Eventually I may have something more substantial to say about Lady in the Water. But in the meantime, a bizarro connection occurs to me. And warning, there be a semi-spoiler ahead. (But I’m revealing something from the middle of the film, not the end.)
You know how M. Night Shyamalan has been called a Rod Serling wanna-be? Especially ever since The Village (2004) came out, and a number of people took it to be a rip-off of the Twilight Zone episode ‘A Hundred Yards over the Rim‘ (1961)?
In Lady in the Water, Shyamalan himself plays a man who, we are told, is destined to write a book that will inspire a future “great leader” — and the practically messianic significance of this prompted me to tell my wife that Shyamalan had basically cast himself as the muse to the Antichrist. I’m joking, of course, but the “great leader” prophesied in this film does sound rather similar to the archvillain that one finds in end-times novels; he also reminds me of the righteous dictator who takes over the American government, and then the world, in William Randolph Hearst’s propaganda flick Gabriel over the White House (1933).

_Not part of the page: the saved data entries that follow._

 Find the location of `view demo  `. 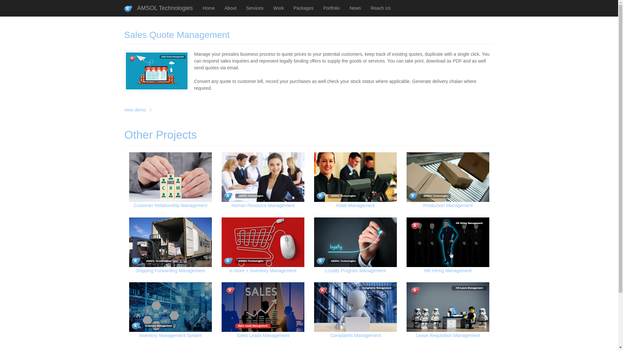

view demo   is located at coordinates (175, 104).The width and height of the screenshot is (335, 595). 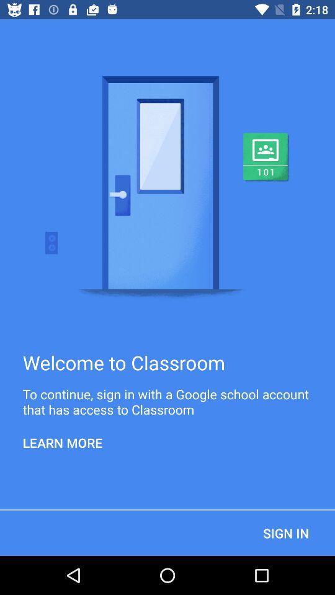 I want to click on choose learn more at the bottom left corner, so click(x=63, y=443).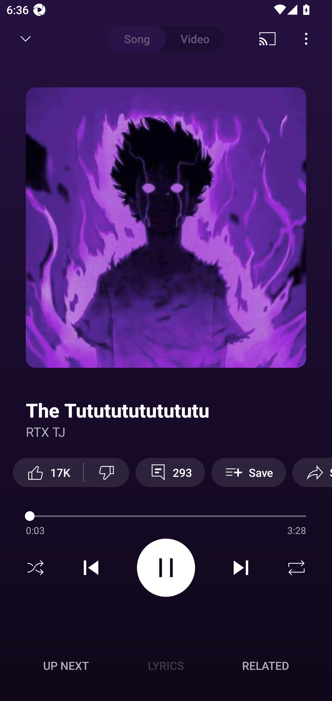  Describe the element at coordinates (297, 568) in the screenshot. I see `Repeat off` at that location.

Anyway. That tangent aside, the book that Night’s character is writing — the book that will inspire this future presidential saviour, the book that was in turn inspired by the Narfs and their allies in the Blue World, etc. — is called The Cookbook. And it dawned on me today that this may be some weird sort of homage to another Twilight Zone episode, ‘To Serve Man‘ (1962). Wikipedia’s synopsis:
A race of aliens known as the Kanamits land on Earth and promise to be nothing but helpful to the cause of humanity, as dictated in a seemingly innocuous book called “To Serve Man.” They eradicate hunger, eliminate war, and eliminate the need for expensive power sources. Soon humans are volunteering for trips to the Kanamits’ home planet. All is not well, however, when a decoder discovers the Kanamits’ true intentions. Their book, “To Serve Man”, is a cookbook.
So … is Shyamalan hinting in some strange and twisted way that the Narfs are actually the bad guys, ready to destroy humanity with the aid of a book that was seemingly oh so helpful to us? It is tempting to think so, but naaaah, he isn’t that clever.